IAM definition
Identity and access management (IAM) in enterprise IT is about defining and managing the roles and access privileges of individual network users and the circumstances in which users are granted (or denied) those privileges. Those users might be customers (customer identity management) or employees (employee identity management. The core objective of IAM systems is one digital identity per individual. Once that digital identity has been established, it must be maintained, modified and monitored throughout each user’s “access lifecycle.”
Thus, the overarching goal of identity management is to “grant access to the right enterprise assets to the right users in the right context, from a user’s system onboarding to permission authorizations to the offboarding of that user as needed in a timely fashion.
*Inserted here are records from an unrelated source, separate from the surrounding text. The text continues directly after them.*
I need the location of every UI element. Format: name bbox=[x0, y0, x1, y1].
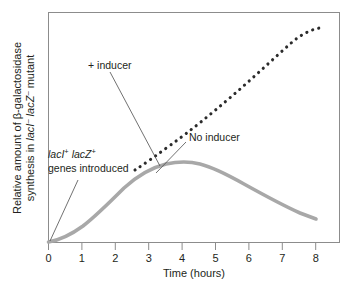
x-axis-title: Time (hours) bbox=[163, 267, 225, 279]
x-tick-label: 3 bbox=[146, 252, 152, 264]
annotation-genes-line2: genes introduced bbox=[48, 162, 129, 174]
y-axis-gene-lacz: lacZ bbox=[24, 94, 36, 116]
figure-container: 0 1 2 3 4 5 6 7 8 Time (hours) Relative … bbox=[0, 0, 354, 281]
x-tick-label: 6 bbox=[246, 252, 252, 264]
y-axis-title-line2: synthesis in lacI– lacZ– mutant bbox=[23, 55, 36, 202]
annotation-plus-inducer: + inducer bbox=[88, 59, 132, 71]
x-tick-label: 5 bbox=[212, 252, 218, 264]
annotation-no-inducer: No inducer bbox=[189, 131, 240, 143]
annotation-gene-laci: lacI bbox=[48, 148, 64, 160]
x-tick-label: 7 bbox=[279, 252, 285, 264]
annotation-gene-lacz-superscript: + bbox=[92, 147, 97, 156]
y-axis-title-line1: Relative amount of β-galactosidase bbox=[11, 42, 23, 214]
y-axis-gene-laci: lacI bbox=[24, 124, 36, 141]
x-axis-tick-labels: 0 1 2 3 4 5 6 7 8 bbox=[45, 252, 318, 264]
x-tick-label: 8 bbox=[313, 252, 319, 264]
curve-plus-inducer bbox=[135, 28, 322, 171]
annotation-gene-lacz: lacZ bbox=[72, 148, 92, 160]
x-tick-label: 0 bbox=[45, 252, 51, 264]
x-tick-label: 4 bbox=[179, 252, 185, 264]
beta-galactosidase-plot: 0 1 2 3 4 5 6 7 8 Time (hours) Relative … bbox=[0, 0, 354, 281]
plot-frame bbox=[49, 13, 340, 243]
annotation-genes-introduced: lacI+ lacZ+ genes introduced bbox=[48, 147, 129, 174]
leader-line-no-inducer bbox=[156, 142, 186, 173]
y-axis-title: Relative amount of β-galactosidase synth… bbox=[11, 42, 36, 214]
curve-no-inducer bbox=[49, 162, 317, 242]
x-tick-label: 2 bbox=[112, 252, 118, 264]
y-axis-title-line2-pre: synthesis in bbox=[24, 141, 36, 202]
annotation-genes-line1: lacI+ lacZ+ bbox=[48, 147, 97, 160]
y-axis-title-line2-post: mutant bbox=[24, 55, 36, 92]
x-axis-ticks bbox=[49, 243, 316, 250]
leader-line-plus-inducer bbox=[110, 72, 160, 166]
x-tick-label: 1 bbox=[79, 252, 85, 264]
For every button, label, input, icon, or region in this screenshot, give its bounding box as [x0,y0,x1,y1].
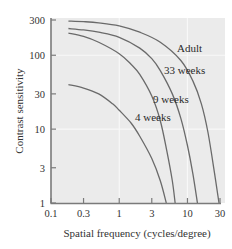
x-tick-label: 0.3 [77,208,90,219]
x-tick-label: 0.1 [44,208,57,219]
series-label-4-weeks: 4 weeks [135,111,171,123]
series-label-adult: Adult [177,42,202,54]
series-label-9-weeks: 9 weeks [153,93,189,105]
x-axis-title: Spatial frequency (cycles/degree) [63,227,211,240]
series-label-33-weeks: 33 weeks [164,64,205,76]
contrast-sensitivity-chart: 131030100300 0.10.3131030 Contrast sensi… [0,0,232,249]
y-axis-title: Contrast sensitivity [13,68,25,154]
y-tick-label: 3 [40,163,45,174]
x-tick-label: 1 [117,208,122,219]
y-tick-label: 10 [35,124,46,135]
y-tick-label: 100 [29,50,45,61]
x-tick-label: 10 [182,208,193,219]
x-tick-label: 30 [215,208,226,219]
y-tick-label: 30 [35,89,46,100]
y-tick-label: 300 [29,15,45,26]
x-tick-label: 3 [149,208,154,219]
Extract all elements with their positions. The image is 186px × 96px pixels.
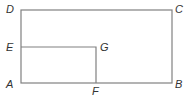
- label-b: B: [175, 78, 182, 90]
- label-e: E: [6, 41, 14, 53]
- label-a: A: [5, 78, 13, 90]
- label-g: G: [100, 41, 109, 53]
- label-f: F: [92, 85, 100, 96]
- rectangles-diagram: D E A C B G F: [0, 0, 186, 96]
- rectangle-aegf: [21, 47, 96, 83]
- geometry-figure: D E A C B G F: [0, 0, 186, 96]
- label-d: D: [6, 3, 14, 15]
- label-c: C: [175, 3, 183, 15]
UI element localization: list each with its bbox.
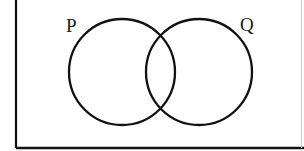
set-p-circle: [69, 19, 175, 125]
set-q-circle: [146, 19, 252, 125]
set-p-label: P: [66, 15, 77, 36]
set-q-label: Q: [240, 14, 254, 35]
venn-diagram: P Q: [0, 0, 304, 151]
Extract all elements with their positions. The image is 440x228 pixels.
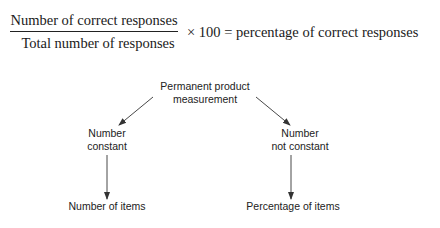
- left-branch-node: Number constant: [87, 127, 127, 153]
- arrow-root-to-right-icon: [256, 97, 290, 125]
- right-leaf-node: Percentage of items: [246, 200, 339, 213]
- root-node: Permanent product measurement: [160, 80, 249, 106]
- arrows-layer: [0, 0, 440, 228]
- diagram-canvas: Number of correct responses Total number…: [0, 0, 440, 228]
- right-branch-node: Number not constant: [271, 127, 328, 153]
- left-leaf-node: Number of items: [68, 200, 145, 213]
- arrow-root-to-left-icon: [119, 97, 153, 125]
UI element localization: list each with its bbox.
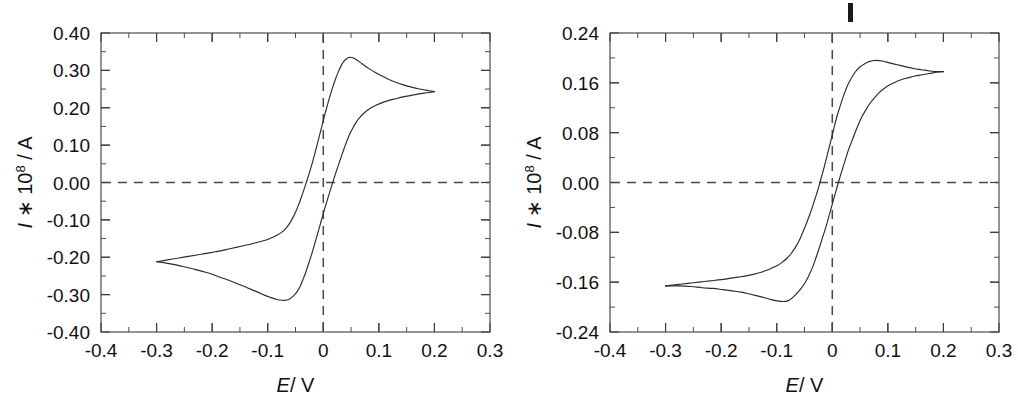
x-tick-label: 0.3 [986,340,1012,361]
x-tick-label: -0.1 [760,340,793,361]
cv-plot-left-svg: 0.400.300.200.100.00-0.10-0.20-0.30-0.40… [0,0,509,410]
x-tick-label: -0.3 [140,340,173,361]
y-tick-label: 0.16 [562,73,599,94]
y-tick-label: -0.30 [47,285,90,306]
y-axis-title-exponent: 8 [522,165,537,172]
cv-plot-right-svg: 0.240.160.080.00-0.08-0.16-0.24-0.4-0.3-… [509,0,1018,410]
cv-plot-left-panel: 0.400.300.200.100.00-0.10-0.20-0.30-0.40… [0,0,509,410]
x-axis-title-unit: / V [290,374,315,396]
x-tick-label: -0.4 [85,340,118,361]
y-axis-title-exponent: 8 [13,165,28,172]
x-axis-title: E/ V [277,374,315,396]
y-tick-label: 0.00 [53,173,90,194]
x-tick-label: 0.2 [421,340,447,361]
y-tick-label: 0.24 [562,23,599,44]
x-axis-title-symbol: E [277,374,291,396]
cv-curve-reverse-cathodic-scan [157,92,435,301]
y-tick-label: 0.30 [53,60,90,81]
cyclic-voltammetry-figure: 0.400.300.200.100.00-0.10-0.20-0.30-0.40… [0,0,1018,410]
x-tick-label: -0.1 [251,340,284,361]
cv-curve-forward-anodic-scan [666,60,944,286]
x-axis-title-unit: / V [799,374,824,396]
y-tick-label: 0.00 [562,173,599,194]
y-tick-label: -0.10 [47,210,90,231]
y-tick-label: -0.40 [47,322,90,343]
y-tick-label: -0.20 [47,247,90,268]
y-tick-label: 0.20 [53,98,90,119]
x-tick-label: 0.1 [366,340,392,361]
x-tick-label: 0.1 [875,340,901,361]
y-axis-title-unit: / A [14,136,36,166]
y-axis-title: I ∗ 108 / A [522,136,545,229]
plot-left-content: 0.400.300.200.100.00-0.10-0.20-0.30-0.40… [13,23,503,396]
y-axis-title-unit: / A [523,136,545,166]
y-tick-label: 0.40 [53,23,90,44]
cv-curve-forward-anodic-scan [157,57,435,262]
y-tick-label: 0.08 [562,123,599,144]
x-tick-label: -0.2 [705,340,738,361]
page-edge-marker [848,3,853,22]
y-tick-label: -0.16 [556,272,599,293]
y-tick-label: -0.08 [556,222,599,243]
y-tick-label: 0.10 [53,135,90,156]
x-tick-label: 0 [318,340,329,361]
x-tick-label: 0 [827,340,838,361]
x-tick-label: 0.3 [477,340,503,361]
x-tick-label: -0.3 [649,340,682,361]
plot-right-content: 0.240.160.080.00-0.08-0.16-0.24-0.4-0.3-… [522,23,1012,396]
y-axis-title-mid: ∗ 10 [523,173,545,223]
x-tick-label: -0.2 [196,340,229,361]
cv-curve-reverse-cathodic-scan [666,72,944,302]
x-tick-label: 0.2 [930,340,956,361]
x-tick-label: -0.4 [594,340,627,361]
cv-plot-right-panel: 0.240.160.080.00-0.08-0.16-0.24-0.4-0.3-… [509,0,1018,410]
y-axis-title: I ∗ 108 / A [13,136,36,229]
x-axis-title: E/ V [786,374,824,396]
y-axis-title-mid: ∗ 10 [14,173,36,223]
x-axis-title-symbol: E [786,374,800,396]
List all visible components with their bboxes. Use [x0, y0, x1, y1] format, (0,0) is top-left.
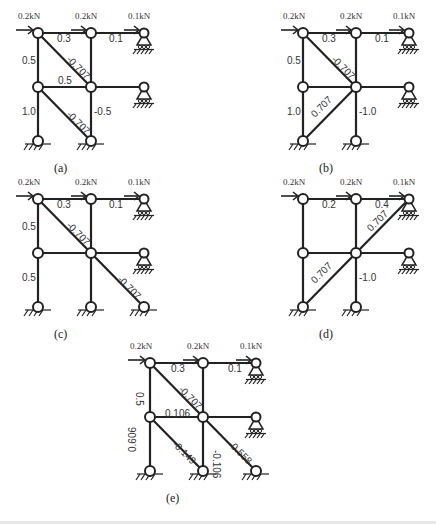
load-label: 0.2kN	[130, 341, 153, 351]
joint-node	[86, 302, 96, 312]
member-force-label: 0.5	[134, 392, 145, 406]
member-force-label: -0.106	[211, 450, 222, 479]
member-force-label: 0.1	[109, 33, 123, 44]
joint-node	[198, 466, 208, 476]
member-force-label: 0.5	[22, 221, 36, 232]
load-arrow-icon	[281, 192, 298, 200]
load-label: 0.2kN	[283, 11, 306, 21]
joint-node	[86, 194, 96, 204]
joint-node	[198, 412, 208, 422]
joint-node	[351, 82, 361, 92]
load-label: 0.1kN	[393, 177, 416, 187]
member-force-label: 0.1	[375, 33, 389, 44]
load-label: 0.1kN	[128, 11, 151, 21]
joint-node	[351, 194, 361, 204]
load-label: 0.1kN	[128, 177, 151, 187]
joint-node	[298, 248, 308, 258]
joint-node	[198, 358, 208, 368]
member-force-label: 1.0	[22, 106, 36, 117]
member-force-label: 1.0	[287, 106, 301, 117]
member-force-label: 0.5	[22, 55, 36, 66]
load-label: 0.2kN	[340, 11, 363, 21]
truss-diagram-e: 0.2kN0.2kN0.1kN0.30.1-0.7070.50.1060.606…	[127, 341, 269, 505]
diagram-caption: (d)	[319, 327, 333, 341]
truss-diagram-b: 0.2kN0.2kN0.1kN0.30.1-0.7070.50.7071.0-1…	[281, 11, 419, 175]
load-label: 0.2kN	[75, 177, 98, 187]
member-force-label: -0.558	[227, 439, 255, 467]
truss-diagram-c: 0.2kN0.2kN0.1kN0.30.1-0.7070.5-0.7070.5(…	[16, 177, 157, 341]
joint-node	[145, 358, 155, 368]
member-force-label: -0.707	[65, 109, 93, 137]
member-force-label: -0.149	[171, 439, 199, 467]
joint-node	[33, 302, 43, 312]
load-arrow-icon	[128, 356, 145, 364]
member-force-label: 0.1	[228, 363, 242, 374]
joint-node	[351, 28, 361, 38]
load-label: 0.2kN	[18, 177, 41, 187]
joint-node	[86, 28, 96, 38]
member-force-label: 0.5	[58, 75, 72, 86]
member-force-label: -0.707	[330, 54, 358, 82]
joint-node	[139, 302, 149, 312]
member-force-label: 0.3	[57, 33, 71, 44]
joint-node	[33, 28, 43, 38]
joint-node	[86, 248, 96, 258]
joint-node	[298, 194, 308, 204]
member-force-label: -1.0	[359, 272, 377, 283]
member-force-label: -0.5	[94, 106, 112, 117]
member-force-label: 0.2	[322, 199, 336, 210]
load-arrow-icon	[281, 26, 298, 34]
truss-diagram-a: 0.2kN0.2kN0.1kN0.30.1-0.7070.50.5-0.7071…	[16, 11, 154, 175]
joint-node	[298, 28, 308, 38]
load-label: 0.2kN	[340, 177, 363, 187]
joint-node	[86, 82, 96, 92]
load-label: 0.2kN	[75, 11, 98, 21]
joint-node	[351, 302, 361, 312]
member-force-label: -0.707	[116, 274, 144, 302]
member-force-label: 0.606	[127, 427, 138, 452]
cropped-caption-line	[0, 518, 436, 527]
joint-node	[251, 466, 261, 476]
load-arrow-icon	[16, 26, 33, 34]
joint-node	[33, 136, 43, 146]
member-force-label: 0.3	[322, 33, 336, 44]
joint-node	[298, 302, 308, 312]
truss-figure: 0.2kN0.2kN0.1kN0.30.1-0.7070.50.5-0.7071…	[0, 0, 436, 527]
load-label: 0.1kN	[393, 11, 416, 21]
load-label: 0.1kN	[240, 341, 263, 351]
member-force-label: 0.5	[287, 55, 301, 66]
member-force-label: 0.5	[22, 272, 36, 283]
member-force-label: -0.707	[65, 220, 93, 248]
joint-node	[33, 82, 43, 92]
member-force-label: 0.3	[171, 363, 185, 374]
load-label: 0.2kN	[18, 11, 41, 21]
load-label: 0.2kN	[187, 341, 210, 351]
diagram-caption: (b)	[319, 161, 333, 175]
member-force-label: 0.707	[309, 94, 335, 120]
joint-node	[351, 248, 361, 258]
joint-node	[145, 466, 155, 476]
member-force-label: -1.0	[359, 106, 377, 117]
joint-node	[298, 82, 308, 92]
joint-node	[33, 194, 43, 204]
member-force-label: 0.1	[109, 199, 123, 210]
diagram-caption: (a)	[54, 161, 67, 175]
load-arrow-icon	[16, 192, 33, 200]
joint-node	[145, 412, 155, 422]
joint-node	[86, 136, 96, 146]
member-force-label: 0.3	[57, 199, 71, 210]
truss-diagram-d: 0.2kN0.2kN0.1kN0.20.40.7070.707-1.0(d)	[281, 177, 419, 341]
diagram-caption: (e)	[166, 491, 179, 505]
joint-node	[33, 248, 43, 258]
load-label: 0.2kN	[283, 177, 306, 187]
joint-node	[351, 136, 361, 146]
member-force-label: 0.707	[309, 260, 335, 286]
joint-node	[298, 136, 308, 146]
diagram-caption: (c)	[54, 327, 67, 341]
member-force-label: 0.106	[165, 408, 190, 419]
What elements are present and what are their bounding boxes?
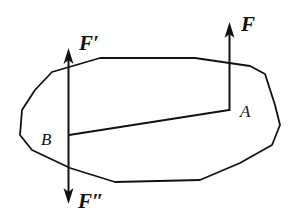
force-translation-diagram: F F′ F″ A B (0, 0, 295, 220)
label-F-double-prime: F″ (77, 189, 104, 213)
force-F-prime-arrow (64, 48, 74, 135)
label-F: F (240, 12, 255, 36)
label-point-A: A (239, 102, 251, 121)
force-F-arrow (225, 22, 235, 111)
lever-arm-line (69, 110, 229, 135)
label-F-prime: F′ (78, 31, 99, 55)
label-point-B: B (41, 130, 52, 149)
IAM systems provide administrators with the tools and technologies to change a user’s role, track user activities, create reports on those activities, and enforce policies on an ongoing basis. These systems are designed to provide a means of administering user access across an entire enterprise and to ensure compliance with corporate policies and government regulations.
Secure Access and IAM tools
Identity and management technologies include (but aren’t limited to) password-management tools, provisioning software, security-policy enforcement
applications, reporting and monitoring apps and identity repositories. Identity management systems are available for on-premises systems, such as Microsoft SharePoint, as well as for cloud-based systems, such as Microsoft Office 365.
At Lanworks we can ensure that your business is protected as many companies have their staff working remote, this would be the ideal time to have Lanworks audit this aspect of your business’ security.